I am new to Linux and experiencing a recurring issue for which I have no idea as to why it happens.
Every so often after an update I will ge a message saying the vlinuz img cannot be found and I have to use the previous kernel.
When I boot to the older kernel I get the following and use dracut to regenerate, I get the following:
sudo dracut -f --regenerate-all
dracut[F]: Can’t write to /boot/efi/349ff817715b4c70a3dc6c6f88c67f90/6.12.0-124.55.1.el10_1.x86_64: Directory /boot/efi/349ff817715b4c70a3dc6c6f88c67f90/6.12.0-124.55.1.el10_1.x86_64 does not exist or is not accessible.
cp: error writing ‘/boot/initramfs-6.12.0-211.16.1.el10_2.0.1.x86_64.img.tmp’: No space left on device
dracut[F]: Creation of /boot/initramfs-6.12.0-211.16.1.el10_2.0.1.x86_64.img.tmp failed
cp: error writing ‘/boot/initramfs-6.12.0-211.18.1.el10_2.x86_64.img’: No space left on device
dracut[F]: Creation of /boot/initramfs-6.12.0-211.18.1.el10_2.x86_64.img failed
When I check the space usage, this is what I see?
df -h /boot/
Filesystem Size Used Avail Use% Mounted on
/dev/nvme0n1p2 960M 649M 312M 68% /boot
it doesn’t look like im at a 100%
How do I fix the issue and boot to the newer kernel? Any help, advise or guidance is appreciated.
I tried running dracut -f --regenerate-all but still get this
dracut[F]: Can’t write to /boot/efi/349ff817715b4c70a3dc6c6f88c67f90/6.12.0-124.55.1.el10_1.x86_64: Directory /boot/efi/349ff817715b4c70a3dc6c6f88c67f90/6.12.0-124.55.1.el10_1.x86_64 does not exist or is not accessible.
dracut[F]: Can’t write to /boot/efi/349ff817715b4c70a3dc6c6f88c67f90/6.12.0-124.56.1.el10_1.x86_64: Directory /boot/efi/349ff817715b4c70a3dc6c6f88c67f90/6.12.0-124.56.1.el10_1.x86_64 does not exist or is not accessible.
cp: error writing ‘/boot/initramfs-6.12.0-211.16.1.el10_2.0.1.x86_64.img.tmp’: No space left on device
dracut[F]: Creation of /boot/initramfs-6.12.0-211.16.1.el10_2.0.1.x86_64.img.tmp failed
cp: error writing ‘/boot/initramfs-6.12.0-211.18.1.el10_2.x86_64.img’: No space left on device
dracut[F]: Creation of /boot/initramfs-6.12.0-211.18.1.el10_2.x86_64.img failed
When using the --regenerate-all option, dracut will look for the files /lib/modules/*/modules.dep - maybe you have old /lib/modules directories that exist with a modules.dep file, but with no matching installed kernel ?
If I create a bogus kernel version directory under /lib/modules/ containing an empty modules.dep file, I get a similar ‘does not exist or is not accessible’ warning when running dracut --regenerate-all- although I don’t get the ‘No space left on device’ errors
This is what I get but this is the current kernel that I am booting too because the .18 version of ther kernel can’t find the img file at boot
sudo dracut -f
cp: error writing ‘/boot/initramfs-6.12.0-211.16.1.el10_2.0.1.x86_64.img.tmp’: No space left on device
dracut[F]: Creation of /boot/initramfs-6.12.0-211.16.1.el10_2.0.1.x86_64.img.tmp failed
On a disturbingly regular basis, I run into this “all the time”. Whether it’s Rocky’s/EL’s dracut or Debian’s mkinitramfs, I end up removing the oldest kernel and retrying. That frees up enough space on /boot to have do its thing. To me, the installation defaults are inadequate, I usually override them with a 2GB ESP (/boot/efi) and a 2GB /boot. I know that doesn’t help you much now, but for the future, go nuts with space for those two areas during installations. Later on someone commented on the number of retained kernels, that too is a knob which can be turned so you don’t have to manually remove kernels then reattempt installation of the newest.
Do note how there are (usually) five files per kernel: config, symvers, System.map, vmlinuz, and initramfs
In addition, there is a kdump version of initramfs for each kernel.
Those are unnecessary, unless one actually intends to resort to kdump to debug kernel failures.
Furthermore, there are vmlinuz-0-rescue and initramfs-0-rescue. rpm -qa \*rescue\* should list a package that creates the rescue version.
lsblk -f and df -h /boot /boot/efi do show disk sizes. du -d1 -h -x /boot and du -d1 -h /boot/efi do show disk usage in another way.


Directions for this task. From the records below, copy out each line that has the word "右手螺旋法则".

Dataset records on visual material:
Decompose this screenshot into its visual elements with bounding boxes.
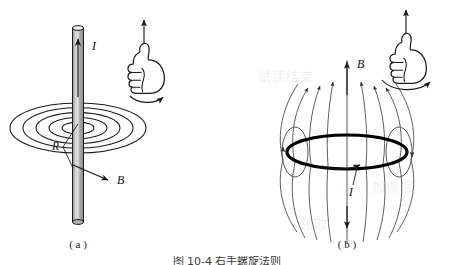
field-line xyxy=(397,160,414,232)
field-line xyxy=(374,86,385,164)
field-line xyxy=(327,165,331,242)
label-current-b-leader xyxy=(353,168,357,185)
field-line xyxy=(389,163,402,238)
panel-b-caption: ( b ) xyxy=(338,238,357,251)
current-carrying-rod xyxy=(73,26,84,225)
field-line xyxy=(377,164,385,240)
curl-direction-arrow-a xyxy=(130,96,163,102)
panel-a-caption: ( a ) xyxy=(69,238,87,251)
label-field-a: B xyxy=(117,173,125,187)
field-line xyxy=(292,163,305,238)
field-line xyxy=(363,165,367,242)
label-radius: R xyxy=(51,140,59,152)
field-line xyxy=(293,88,308,163)
thumbs-up-hand-icon-b xyxy=(382,10,430,90)
field-line xyxy=(327,82,333,165)
thumbs-up-hand-icon-a xyxy=(128,20,164,102)
figure-title: 图 10-4 右手螺旋法则 xyxy=(0,256,454,265)
field-line xyxy=(309,86,320,164)
label-current-a: I xyxy=(91,39,97,53)
label-field-b: B xyxy=(357,57,365,71)
field-line xyxy=(361,82,367,165)
field-line xyxy=(386,88,401,163)
label-current-b: I xyxy=(348,186,354,198)
panel-a: I R B ( a ) xyxy=(10,20,164,251)
physics-figure: I R B ( a ) xyxy=(0,0,454,265)
panel-b: B I ( b ) xyxy=(280,10,430,251)
field-line xyxy=(280,160,297,232)
field-line xyxy=(309,164,317,240)
figure-title-strip: 图 10-4 右手螺旋法则 xyxy=(0,256,454,265)
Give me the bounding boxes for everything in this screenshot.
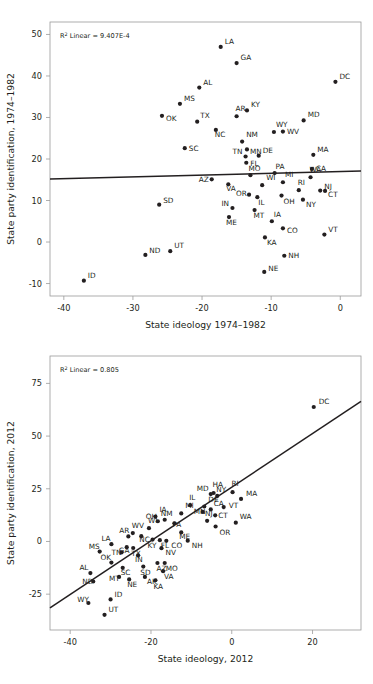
data-point-label: CT: [328, 190, 338, 199]
data-point: [82, 279, 86, 283]
data-point: [311, 153, 315, 157]
data-point-label: DC: [339, 72, 350, 81]
x-tick-label: -20: [195, 303, 208, 313]
data-point: [210, 177, 214, 181]
data-point-label: RI: [298, 178, 305, 187]
data-point-label: MD: [308, 110, 320, 119]
x-axis-title: State ideology, 2012: [158, 653, 254, 664]
data-point-label: LA: [225, 37, 234, 46]
data-point: [281, 226, 285, 230]
data-point-label: SD: [163, 196, 174, 205]
data-point-label: SC: [121, 568, 131, 577]
data-point: [322, 232, 326, 236]
x-axis-title: State ideology 1974–1982: [145, 319, 266, 330]
data-point-label: MA: [317, 145, 328, 154]
data-point: [270, 219, 274, 223]
data-point-label: PA: [276, 162, 285, 171]
x-tick-label: -40: [64, 637, 77, 647]
data-point-label: IN: [135, 555, 143, 564]
r-squared-annotation: R2 Linear = 0.805: [60, 365, 119, 374]
data-point-label: NH: [192, 541, 203, 550]
data-point-label: OR: [236, 189, 247, 198]
data-point-label: KY: [251, 100, 261, 109]
y-tick-label: 40: [32, 71, 42, 81]
data-point-label: KA: [267, 238, 277, 247]
data-point: [239, 497, 243, 501]
data-point-label: MI: [185, 501, 193, 510]
data-point-label: WA: [240, 512, 252, 521]
data-point-label: OK: [100, 553, 111, 562]
data-point: [179, 511, 183, 515]
data-point: [257, 154, 261, 158]
data-point-label: TX: [199, 111, 209, 120]
data-point-label: LA: [101, 534, 110, 543]
data-point: [312, 405, 316, 409]
data-point: [243, 154, 247, 158]
data-point: [159, 546, 163, 550]
data-point-label: WV: [132, 521, 144, 530]
data-point-label: IA: [274, 210, 281, 219]
data-point: [234, 521, 238, 525]
data-point-label: MO: [248, 164, 260, 173]
y-tick-label: 0: [37, 237, 42, 247]
data-point-label: TN: [232, 147, 243, 156]
data-point: [301, 198, 305, 202]
chart-panel-bottom: -40-20020-250255075State ideology, 2012S…: [0, 342, 373, 684]
data-point-label: NV: [165, 548, 175, 557]
data-point-label: CO: [287, 226, 298, 235]
data-point-label: DE: [263, 146, 274, 155]
data-point: [281, 180, 285, 184]
data-point-label: VT: [229, 501, 239, 510]
x-tick-label: -40: [57, 303, 70, 313]
data-point: [102, 613, 106, 617]
y-axis-title: State party identification, 1974–1982: [5, 73, 16, 245]
data-point-label: KA: [153, 582, 163, 591]
data-point: [213, 513, 217, 517]
data-point-label: DC: [319, 397, 330, 406]
data-point: [108, 597, 112, 601]
data-point-label: VA: [164, 572, 174, 581]
y-tick-label: 30: [32, 112, 42, 122]
data-point-label: RI: [232, 479, 239, 488]
data-point-label: NJ: [205, 509, 213, 518]
scatter-plot-top: -40-30-20-100-1001020304050State ideolog…: [0, 0, 373, 342]
x-tick-label: 20: [307, 637, 317, 647]
data-point-label: NY: [306, 200, 316, 209]
data-point-label: PA: [172, 520, 181, 529]
data-point-label: VT: [328, 225, 338, 234]
data-point-label: MS: [89, 542, 100, 551]
data-point-label: NM: [161, 509, 173, 518]
x-tick-label: 0: [338, 303, 343, 313]
data-point-label: AR: [119, 526, 129, 535]
data-point-label: GA: [241, 53, 252, 62]
data-point-label: CA: [214, 499, 224, 508]
y-tick-label: 20: [32, 154, 42, 164]
data-point-label: ID: [115, 590, 123, 599]
regression-line: [50, 401, 361, 608]
data-point: [260, 183, 264, 187]
data-point: [205, 519, 209, 523]
data-point-label: WV: [287, 127, 299, 136]
x-tick-label: -10: [264, 303, 277, 313]
data-point-label: AZ: [199, 175, 209, 184]
y-tick-label: 50: [32, 29, 42, 39]
data-point-label: WY: [276, 120, 288, 129]
data-point: [143, 253, 147, 257]
data-point-label: NH: [288, 251, 299, 260]
data-point: [262, 270, 266, 274]
data-point: [163, 518, 167, 522]
data-point-label: KY: [148, 541, 158, 550]
data-point: [245, 147, 249, 151]
data-point-label: IN: [221, 199, 229, 208]
data-point: [333, 80, 337, 84]
data-point: [213, 524, 217, 528]
data-point-label: MT: [254, 211, 265, 220]
y-tick-label: 0: [37, 536, 42, 546]
data-point-label: MT: [109, 574, 120, 583]
data-point-label: VA: [226, 184, 236, 193]
y-tick-label: -25: [29, 589, 42, 599]
data-point: [178, 102, 182, 106]
data-point-label: ND: [149, 246, 160, 255]
data-point: [235, 114, 239, 118]
data-point-label: OK: [166, 114, 177, 123]
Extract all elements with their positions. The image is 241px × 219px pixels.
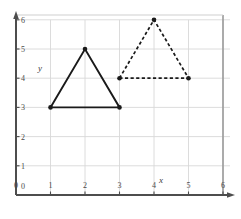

Output.
figure-title: 图 10-4 右手螺旋法则 xyxy=(0,256,454,265)
figure-title-strip: 图 10-4 右手螺旋法则 xyxy=(0,256,454,265)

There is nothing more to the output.